During postwar years, when Kishi was making his bid for power, he often used a standard ploy of the political outs in Japan : he criticized the men in power for being too pro-American, and some nervous officials in the U.S. embassy in Tokyo warned that he was anti-American. When Kishi's office approved a $196 million private trade pact with Red China, they saw their worst fears confirmed. But, in actuality, Kishi was what he has always been: pro-Japanese.

In dealing with Peking, Kishi was also under constant pressure from businessmen who argued that it was economic lunacy for Japan to import high-cost coking coal, iron ore and soybeans all the way from the U.S. when they were easily available and cheaper next door in China. His political rivals, from ex-Prime Minister Ishibashi to the ousted Ichiro Kono, warned Kishi he would "miss the bus" if he did not at once enter into normal relations with the Reds.
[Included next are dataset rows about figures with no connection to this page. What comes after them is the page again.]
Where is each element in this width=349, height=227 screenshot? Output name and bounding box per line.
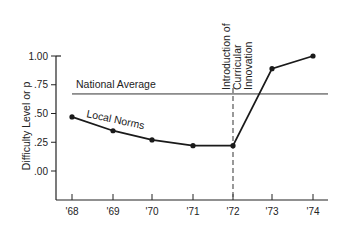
local-norms-label: Local Norms <box>86 107 146 131</box>
y-ticks: .00.25.50.751.00 <box>29 51 56 177</box>
y-tick-label: .00 <box>34 166 48 177</box>
y-tick-label: .50 <box>34 108 48 119</box>
x-tick-label: '73 <box>265 206 278 217</box>
x-tick-label: '69 <box>106 206 119 217</box>
x-ticks: '68'69'70'71'72'73'74 <box>65 194 319 217</box>
data-point <box>190 143 195 148</box>
y-tick-label: .75 <box>34 79 48 90</box>
local-norms-line <box>72 56 313 146</box>
data-point <box>269 66 274 71</box>
y-axis-label: Difficulty Level or p <box>20 82 32 171</box>
svg-text:Innovation: Innovation <box>242 41 254 90</box>
x-tick-label: '70 <box>145 206 158 217</box>
national-average-label: National Average <box>76 78 156 90</box>
data-point <box>69 114 74 119</box>
data-point <box>310 53 315 58</box>
x-tick-label: '74 <box>306 206 319 217</box>
data-point <box>110 128 115 133</box>
data-point <box>230 143 235 148</box>
innovation-label: Introduction of Curricular Innovation <box>220 23 254 90</box>
local-norms-points <box>69 53 315 148</box>
x-tick-label: '68 <box>65 206 78 217</box>
x-tick-label: '71 <box>186 206 199 217</box>
line-chart: .00.25.50.751.00 '68'69'70'71'72'73'74 D… <box>0 0 349 227</box>
data-point <box>149 137 154 142</box>
y-tick-label: .25 <box>34 137 48 148</box>
x-tick-label: '72 <box>226 206 239 217</box>
y-tick-label: 1.00 <box>29 51 49 62</box>
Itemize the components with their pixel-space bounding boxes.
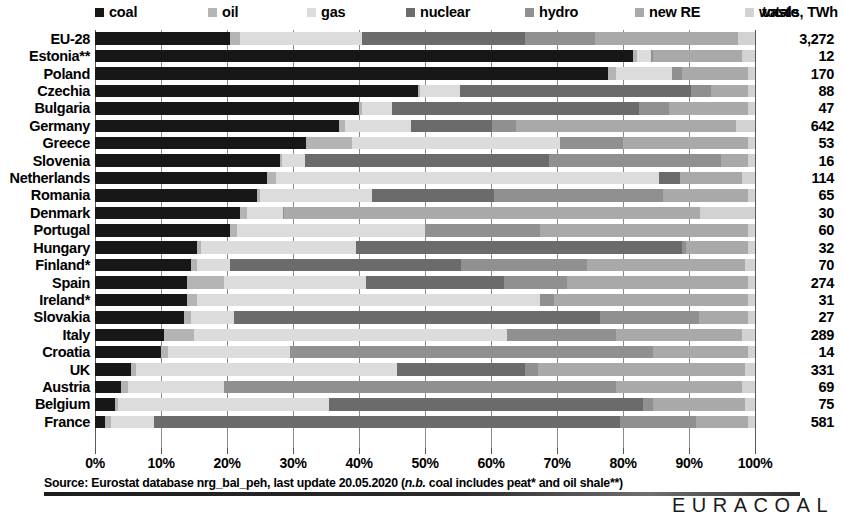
bar-row	[95, 50, 755, 63]
legend-label: oil	[222, 4, 238, 20]
tick-30	[293, 448, 294, 454]
chart-plot-area	[95, 30, 755, 448]
bar-segment-hydro	[507, 329, 616, 342]
total-value: 69	[818, 380, 834, 395]
bar-segment-coal	[95, 85, 418, 98]
legend-item-oil: oil	[208, 4, 238, 20]
bar-segment-oil	[267, 172, 277, 185]
total-value: 47	[818, 101, 834, 116]
bar-segment-waste	[748, 311, 755, 324]
bar-row	[95, 276, 755, 289]
category-label: Poland	[0, 67, 90, 82]
bar-row	[95, 224, 755, 237]
legend-label: new RE	[649, 4, 700, 20]
legend-item-coal: coal	[95, 4, 137, 20]
x-tick-label: 20%	[213, 455, 240, 471]
bar-segment-coal	[95, 259, 191, 272]
bar-segment-waste	[748, 416, 755, 429]
bar-segment-nuclear	[230, 259, 461, 272]
bar-row	[95, 102, 755, 115]
bar-segment-waste	[748, 346, 755, 359]
source-note: Source: Eurostat database nrg_bal_peh, l…	[44, 476, 623, 490]
bar-segment-nuclear	[372, 189, 494, 202]
bar-segment-waste	[745, 259, 755, 272]
bar-segment-new-RE	[554, 294, 749, 307]
bar-segment-coal	[95, 32, 230, 45]
bar-segment-waste	[742, 50, 755, 63]
bar-segment-hydro	[494, 189, 662, 202]
category-label: Finland*	[0, 258, 90, 273]
bar-segment-gas	[194, 329, 508, 342]
total-value: 114	[812, 171, 835, 186]
bar-segment-waste	[748, 154, 755, 167]
bar-segment-gas	[637, 50, 652, 63]
bar-segment-waste	[748, 137, 755, 150]
bar-segment-new-RE	[616, 381, 741, 394]
bar-segment-gas	[201, 241, 356, 254]
bar-segment-coal	[95, 137, 306, 150]
bar-segment-nuclear	[356, 241, 683, 254]
legend-swatch-icon	[95, 8, 104, 17]
bar-segment-nuclear	[362, 32, 525, 45]
bar-segment-hydro	[639, 102, 669, 115]
bar-segment-waste	[738, 32, 755, 45]
total-value: 289	[811, 328, 834, 343]
total-value: 32	[818, 241, 834, 256]
bar-segment-new-RE	[567, 276, 749, 289]
bar-segment-hydro	[224, 381, 617, 394]
bar-segment-oil	[161, 346, 168, 359]
legend-item-nuclear: nuclear	[406, 4, 470, 20]
bar-segment-new-RE	[686, 241, 748, 254]
bar-segment-new-RE	[616, 329, 741, 342]
euracoal-logo: EURACOAL	[672, 494, 834, 514]
category-label: Hungary	[0, 241, 90, 256]
bar-segment-coal	[95, 416, 105, 429]
legend-label: coal	[109, 4, 137, 20]
bar-row	[95, 32, 755, 45]
bar-segment-gas	[247, 207, 283, 220]
bar-segment-gas	[276, 172, 659, 185]
bar-segment-nuclear	[397, 363, 526, 376]
totals-column-header: totals, TWh	[762, 4, 838, 20]
bar-segment-gas	[352, 137, 560, 150]
category-label: Belgium	[0, 397, 90, 412]
bar-segment-coal	[95, 154, 280, 167]
legend-swatch-icon	[208, 8, 217, 17]
bar-segment-gas	[168, 346, 290, 359]
bar-segment-new-RE	[587, 259, 745, 272]
bar-segment-waste	[748, 276, 755, 289]
bar-row	[95, 172, 755, 185]
bar-segment-new-RE	[540, 224, 748, 237]
bar-segment-new-RE	[682, 67, 748, 80]
total-value: 12	[818, 49, 834, 64]
total-value: 31	[818, 293, 834, 308]
total-value: 3,272	[799, 32, 834, 47]
bar-segment-new-RE	[538, 363, 745, 376]
x-tick-label: 0%	[85, 455, 105, 471]
bar-segment-gas	[362, 102, 392, 115]
category-labels: EU-28Estonia**PolandCzechiaBulgariaGerma…	[0, 30, 90, 448]
bar-segment-new-RE	[696, 416, 749, 429]
bar-segment-gas	[136, 363, 397, 376]
category-label: France	[0, 415, 90, 430]
bar-row	[95, 381, 755, 394]
bar-segment-hydro	[425, 224, 541, 237]
bar-segment-oil	[240, 207, 247, 220]
bar-segment-gas	[260, 189, 372, 202]
total-value: 30	[818, 206, 834, 221]
chart-legend: coaloilgasnuclearhydronew REwaste	[95, 4, 755, 24]
bar-segment-coal	[95, 294, 187, 307]
bar-segment-hydro	[504, 276, 567, 289]
tick-0	[95, 448, 96, 454]
bar-segment-waste	[742, 172, 755, 185]
source-nb-italic: n.b.	[405, 476, 426, 490]
bar-segment-nuclear	[154, 416, 619, 429]
category-label: Slovakia	[0, 310, 90, 325]
category-label: Ireland*	[0, 293, 90, 308]
bar-segment-oil	[608, 67, 616, 80]
total-value: 331	[811, 363, 834, 378]
bar-segment-coal	[95, 102, 359, 115]
bar-row	[95, 259, 755, 272]
tick-10	[161, 448, 162, 454]
legend-swatch-icon	[745, 8, 754, 17]
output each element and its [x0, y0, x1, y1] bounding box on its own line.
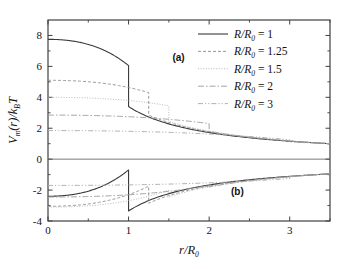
panel-label-b: (b) [231, 186, 244, 197]
curve-panel-b-R1 [48, 170, 330, 211]
panel-label-a: (a) [172, 52, 184, 63]
figure-container: 0123-4-202468r/R0Vm(r)/kBT(a)(b)R/R0 = 1… [0, 0, 338, 269]
x-tick-label: 2 [206, 224, 212, 236]
y-tick-label: 2 [37, 122, 43, 134]
x-axis-title: r/R0 [179, 243, 199, 259]
y-tick-label: 0 [37, 153, 43, 165]
legend-label-4: R/R0 = 3 [233, 98, 273, 113]
y-tick-label: 4 [37, 91, 43, 103]
y-tick-label: -4 [33, 215, 43, 227]
legend-label-2: R/R0 = 1.5 [233, 63, 282, 78]
x-tick-label: 0 [45, 224, 51, 236]
x-tick-label: 3 [287, 224, 293, 236]
curve-panel-a-R3 [48, 131, 330, 144]
panel-b-curves [48, 170, 330, 211]
curve-panel-b-R3 [48, 174, 330, 186]
legend-label-0: R/R0 = 1 [233, 28, 273, 43]
legend: R/R0 = 1R/R0 = 1.25R/R0 = 1.5R/R0 = 2R/R… [198, 28, 288, 113]
x-tick-label: 1 [126, 224, 132, 236]
chart-plot: 0123-4-202468r/R0Vm(r)/kBT(a)(b)R/R0 = 1… [0, 0, 338, 269]
y-axis-title: Vm(r)/kBT [6, 96, 22, 144]
y-tick-label: 6 [37, 60, 43, 72]
legend-label-3: R/R0 = 2 [233, 80, 273, 95]
legend-label-1: R/R0 = 1.25 [233, 45, 288, 60]
y-tick-label: -2 [33, 184, 42, 196]
panel-a-curves [48, 39, 330, 143]
curve-panel-a-R1_5 [48, 97, 330, 143]
y-tick-label: 8 [37, 29, 43, 41]
curve-panel-a-R1_25 [48, 80, 330, 143]
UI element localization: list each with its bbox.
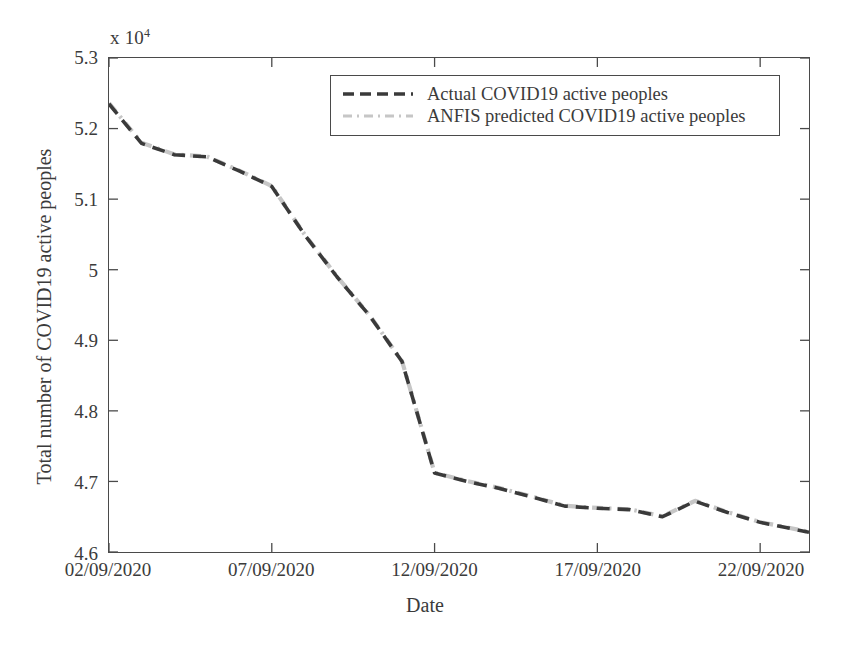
y-axis-title: Total number of COVID19 active peoples	[33, 67, 56, 567]
y-axis-tick-label: 5.1	[52, 189, 98, 208]
y-axis-exponent-power: 4	[144, 26, 150, 40]
legend-sample-actual-icon	[341, 87, 415, 101]
y-axis-tick-label: 4.9	[52, 331, 98, 350]
series-line-actual	[109, 104, 809, 532]
y-axis-tick-label: 5.2	[52, 118, 98, 137]
y-axis-tick-label: 4.8	[52, 402, 98, 421]
x-axis-tick-labels: 02/09/202007/09/202012/09/202017/09/2020…	[0, 560, 850, 590]
x-axis-tick-label: 22/09/2020	[718, 560, 805, 579]
y-axis-exponent-prefix: x 10	[110, 27, 144, 48]
chart-legend: Actual COVID19 active peoples ANFIS pred…	[330, 75, 780, 136]
x-axis-title: Date	[0, 594, 850, 617]
y-axis-tick-labels: 4.64.74.84.955.15.25.3	[52, 0, 98, 646]
y-axis-tick-label: 5.3	[52, 48, 98, 67]
y-axis-exponent-label: x 104	[110, 26, 150, 49]
legend-label-actual: Actual COVID19 active peoples	[427, 85, 668, 104]
y-axis-tick-label: 4.7	[52, 473, 98, 492]
x-axis-tick-label: 17/09/2020	[554, 560, 641, 579]
x-axis-tick-label: 12/09/2020	[391, 560, 478, 579]
legend-sample-predicted-icon	[341, 109, 415, 123]
legend-label-predicted: ANFIS predicted COVID19 active peoples	[427, 107, 746, 126]
series-line-predicted	[109, 103, 809, 532]
x-axis-tick-label: 07/09/2020	[228, 560, 315, 579]
y-axis-tick-label: 5	[52, 260, 98, 279]
legend-item-actual: Actual COVID19 active peoples	[341, 83, 769, 105]
x-axis-tick-label: 02/09/2020	[65, 560, 152, 579]
legend-item-predicted: ANFIS predicted COVID19 active peoples	[341, 105, 769, 127]
chart-figure: x 104 4.64.74.84.955.15.25.3 02/09/20200…	[0, 0, 850, 646]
In his pragmatic fashion, Kishi never went that far. The $196 million trade pact was abruptly canceled by Peking in a pettish squabble about a Chinese trade delegation's right to fly the Red flag in Tokyo. Plainly, the Reds planned to use trade only as a lever and a weapon. Red China launched a short-lived but damaging trade offensive in Southeast Asia and undercut Japanese prices by 10-12%. The negotiators sent by Peking to Japan proved to be more interested in drinking innumerable cups of green tea than in progress ; they blandly offered ridiculously low prices for Japan's products and demanded sky-high prices for China's. And because Kishi held them off, he was denounced by Peking as having the hallucinations of an idiot and, said the Red propagandists, incurred the "enmity of 600 million Chinese."

In contrast, Kishi could see, the U.S. was supplying economic aid and buying more Japanese goods than any other single country — particularly the fine-quality consumer items that are too expensive for the rest of Asia. The U.S., moreover, is the guarantor of Japan's security in the shadow of the two Red giants of China and the Soviet Union. Moved by pragmatism, not pro-Americanism, Kishi realizes that his nation's best and most vital interests are served by close cooperation with the U.S. both in trade and defense.